The two countries established formal diplomatic links in 1974, but China suspended relations in 1995 when Gambia resumed so-called “diplomatic” ties with Taiwan.
China and Taiwan had for years tried to poach each other’s allies, often dangling generous aid packages in front of leaders of developing nations.
Chinese Foreign Minister Wang Yi and his Gambian counterpart Neneh MacDouall-Gaye signed a joint communique to resume diplomatic relations.
Tsai, who was elected president in January and will take office in May, has also said that in supporting defence industrial development she will support military exports, traditionally a sensitive subject in Taiwan.
Taiwan must not let this kind of incident happen again, the DPP said in a statement, referring to China’s rapprochement with Gambia, and was committed to consolidating diplomatic relations once it took power.
Earlier on Thursday, China’s Ministry of Foreign Affairs and the Gambia issued a joint statement, indicating that they had reestablished official relations after 21 years.
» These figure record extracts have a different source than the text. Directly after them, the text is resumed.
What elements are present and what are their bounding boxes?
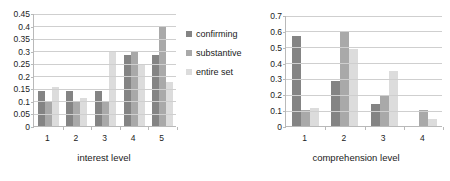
y-axis-tick-mark [31, 102, 34, 103]
bar-group [148, 14, 177, 126]
bar [95, 91, 102, 126]
legend-swatch-icon [186, 31, 192, 37]
gridline [34, 51, 176, 52]
y-axis-tick-label: 0.3 [18, 47, 30, 56]
gridline [34, 26, 176, 27]
bar [292, 36, 301, 126]
legend-item: substantive [186, 43, 256, 62]
gridline [34, 114, 176, 115]
bar [52, 87, 59, 126]
y-axis-tick-mark [31, 127, 34, 128]
y-axis-tick-label: 0.1 [270, 107, 282, 116]
gridline [286, 111, 442, 112]
legend-item: confirming [186, 24, 256, 43]
legend-item: entire set [186, 62, 256, 81]
y-axis-tick-mark [283, 48, 286, 49]
y-axis-tick-mark [283, 111, 286, 112]
x-axis-tick-mark [177, 127, 178, 130]
y-axis-tick-label: 0.7 [270, 12, 282, 21]
gridline [34, 76, 176, 77]
y-axis-tick-mark [31, 114, 34, 115]
bar-group [325, 16, 364, 126]
x-axis-tick-mark [148, 127, 149, 130]
x-axis-tick-mark [443, 127, 444, 130]
gridline [286, 16, 442, 17]
x-axis-tick-label: 2 [74, 133, 79, 143]
y-axis-tick-mark [283, 64, 286, 65]
bar [428, 119, 437, 126]
y-axis-tick-mark [31, 77, 34, 78]
x-axis-tick-mark [365, 127, 366, 130]
x-axis-tick-label: 3 [381, 133, 386, 143]
y-axis-tick-mark [31, 14, 34, 15]
bar-groups [34, 14, 176, 126]
x-axis-tick-mark [404, 127, 405, 130]
x-axis-tick-mark [91, 127, 92, 130]
gridline [34, 101, 176, 102]
bar-group [120, 14, 149, 126]
y-axis-tick-label: 0.4 [270, 59, 282, 68]
bar [38, 91, 45, 126]
interest-level-chart: 00.050.10.150.20.250.30.350.40.45 12345 … [0, 0, 186, 181]
bar [331, 81, 340, 126]
y-axis-tick-mark [283, 79, 286, 80]
x-axis-tick-mark [325, 127, 326, 130]
y-axis-tick-label: 0.6 [270, 28, 282, 37]
y-axis-tick-mark [31, 52, 34, 53]
y-axis-tick-label: 0.5 [270, 43, 282, 52]
y-axis-tick-mark [31, 64, 34, 65]
gridline [34, 39, 176, 40]
y-axis-tick-label: 0.4 [18, 22, 30, 31]
y-axis-tick-mark [31, 39, 34, 40]
bar [371, 104, 380, 126]
gridline [34, 89, 176, 90]
y-axis-tick-mark [31, 89, 34, 90]
x-axis-tick-mark [120, 127, 121, 130]
legend-swatch-icon [186, 50, 192, 56]
y-axis-tick-mark [283, 32, 286, 33]
x-axis-title: comprehension level [261, 152, 450, 163]
gridline [34, 64, 176, 65]
gridline [286, 47, 442, 48]
gridline [34, 14, 176, 15]
bar-groups [286, 16, 442, 126]
gridline [286, 31, 442, 32]
figure-container: 00.050.10.150.20.250.30.350.40.45 12345 … [0, 0, 450, 181]
x-axis-tick-label: 3 [102, 133, 107, 143]
x-axis-title: interest level [33, 152, 175, 163]
y-axis-tick-mark [31, 27, 34, 28]
chart-legend: confirmingsubstantiveentire set [186, 24, 256, 81]
y-axis-tick-label: 0.3 [270, 75, 282, 84]
y-axis-tick-label: 0.15 [13, 85, 30, 94]
bar [66, 91, 73, 126]
x-axis-tick-label: 4 [420, 133, 425, 143]
comprehension-level-chart: 00.10.20.30.40.50.60.7 1234 comprehensio… [256, 0, 450, 181]
bar [124, 55, 131, 126]
y-axis-tick-mark [283, 127, 286, 128]
y-axis-tick-label: 0.45 [13, 10, 30, 19]
bar-group [91, 14, 120, 126]
gridline [286, 95, 442, 96]
bar [349, 49, 358, 126]
y-axis-tick-mark [283, 16, 286, 17]
plot-area [285, 16, 442, 127]
bar-group [286, 16, 325, 126]
bar-group [365, 16, 404, 126]
bar [152, 55, 159, 126]
bar [138, 64, 145, 126]
gridline [286, 63, 442, 64]
bar [419, 110, 428, 126]
legend-item-label: confirming [196, 29, 238, 39]
y-axis-tick-label: 0.2 [270, 91, 282, 100]
y-axis-tick-label: 0 [25, 123, 30, 132]
y-axis-tick-mark [283, 95, 286, 96]
legend-item-label: substantive [196, 48, 242, 58]
y-axis-tick-label: 0 [277, 123, 282, 132]
x-axis-tick-label: 2 [342, 133, 347, 143]
y-axis-tick-label: 0.05 [13, 110, 30, 119]
legend-item-label: entire set [196, 67, 233, 77]
x-axis-tick-mark [63, 127, 64, 130]
x-axis-tick-label: 1 [302, 133, 307, 143]
x-axis-tick-label: 5 [159, 133, 164, 143]
y-axis-tick-label: 0.25 [13, 60, 30, 69]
The KMT caucus, the Ministry of Foreign Affairs’ Department of West Asian and African Affairs Director-General Chen Chun-shen (陳俊賢) and the Mainland Affairs Council’s (MAC) Planning Department Director Hu Ai-ling (胡愛玲), held a news conference in Taipei saying that Taiwan’s foreign policy “is highly interrelated with its cross-strait policy”. It has pledged “not to establish any official relations or engage in any official contacts with Taiwan”, according to the text of the communique posted on the Chinese Foreign Ministry’s website.
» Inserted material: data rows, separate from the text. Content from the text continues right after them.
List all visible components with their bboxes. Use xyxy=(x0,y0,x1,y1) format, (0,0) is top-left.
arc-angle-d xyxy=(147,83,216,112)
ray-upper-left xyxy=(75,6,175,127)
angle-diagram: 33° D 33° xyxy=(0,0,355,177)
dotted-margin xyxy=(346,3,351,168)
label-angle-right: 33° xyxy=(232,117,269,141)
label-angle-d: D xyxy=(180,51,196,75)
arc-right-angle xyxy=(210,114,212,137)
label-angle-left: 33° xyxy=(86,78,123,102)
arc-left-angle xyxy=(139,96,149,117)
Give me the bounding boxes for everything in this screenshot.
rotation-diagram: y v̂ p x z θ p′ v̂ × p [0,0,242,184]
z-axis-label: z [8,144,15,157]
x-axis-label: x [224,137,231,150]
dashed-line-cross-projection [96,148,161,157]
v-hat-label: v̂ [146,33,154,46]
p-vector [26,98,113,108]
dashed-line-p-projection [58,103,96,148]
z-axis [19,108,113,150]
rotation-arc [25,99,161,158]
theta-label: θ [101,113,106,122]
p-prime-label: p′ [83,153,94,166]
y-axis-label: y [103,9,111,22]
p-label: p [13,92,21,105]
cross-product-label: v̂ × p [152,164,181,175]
Huang says that he is concerned about whether or not the PRC government would follow unilateralism to deal with future cross-strait relations. The signing of a diplomatic communique in Beijing on Thursday marks the latest development in the ongoing diplomatic rivalry between Taiwan and China, which claims the self-governing island democracy as its own territory with no right to diplomatic recognition.
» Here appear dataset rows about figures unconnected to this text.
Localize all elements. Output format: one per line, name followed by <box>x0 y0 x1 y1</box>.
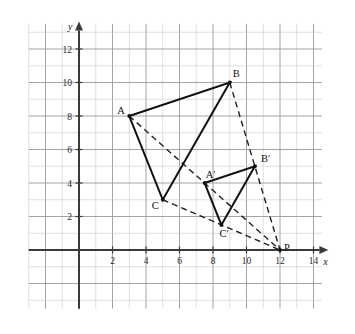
point-label-A-prime: A′ <box>206 169 216 180</box>
vertex-marker <box>253 164 257 168</box>
coordinate-plane: 246810121424681012 ABCA′B′C′P xy <box>0 0 355 334</box>
y-tick-label: 10 <box>63 78 73 88</box>
x-tick-label: 8 <box>211 256 216 266</box>
x-tick-label: 10 <box>242 256 252 266</box>
vertex-marker <box>203 181 207 185</box>
point-label-C: C <box>152 200 159 211</box>
y-tick-label: 2 <box>67 212 72 222</box>
vertex-marker <box>127 114 131 118</box>
y-tick-label: 6 <box>67 145 72 155</box>
y-tick-label: 4 <box>67 179 72 189</box>
x-tick-label: 2 <box>110 256 115 266</box>
point-label-C-prime: C′ <box>219 228 228 239</box>
vertex-marker <box>161 198 165 202</box>
x-tick-label: 12 <box>275 256 285 266</box>
x-axis-label: x <box>322 256 328 267</box>
x-tick-label: 6 <box>177 256 182 266</box>
x-tick-label: 4 <box>144 256 149 266</box>
vertex-marker <box>278 248 282 252</box>
x-tick-label: 14 <box>309 256 319 266</box>
point-label-A: A <box>117 105 125 116</box>
y-tick-label: 12 <box>63 45 73 55</box>
y-tick-label: 8 <box>67 112 72 122</box>
y-axis-label: y <box>67 21 73 32</box>
vertex-marker <box>228 81 232 85</box>
vertex-marker <box>219 223 223 227</box>
point-label-P: P <box>284 242 290 253</box>
dilation-figure: 246810121424681012 ABCA′B′C′P xy <box>0 0 355 334</box>
point-label-B: B <box>233 68 240 79</box>
point-label-B-prime: B′ <box>261 153 270 164</box>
On Friday, China’s Communist Party newspaper Global Times warned Tsai’s pro-independence Democratic Progressive Party against “provoking the mainland”, but said the diplomatic truce still held.
The Gambian government recognises that there is only one China, that the government of the People’s Republic of China is the sole legal government representing the whole of China and that Taiwan is part of China, the joint communique said.
Leo Lee underlined, however, that ties with Taiwan’s 22 allies continue to be “firm and stable” and dismissed concerns that renewal of Chinese-Gambian relations would result in a “domino effect”. “Many countries that have relations with Taiwan have expressed good will to Beijing to establish diplomatic ties, but Beijing didn’t accept their proposals to respect Ma”. Defeated Nationalist forces fled to the island in 1949 after the Chinese civil war.
Other countries with diplomatic ties with Taiwan include the tiny Pacific island states of Nauru and Palau, as well as Vatican City, Paraguay, Panama, Haiti and Nicaragua.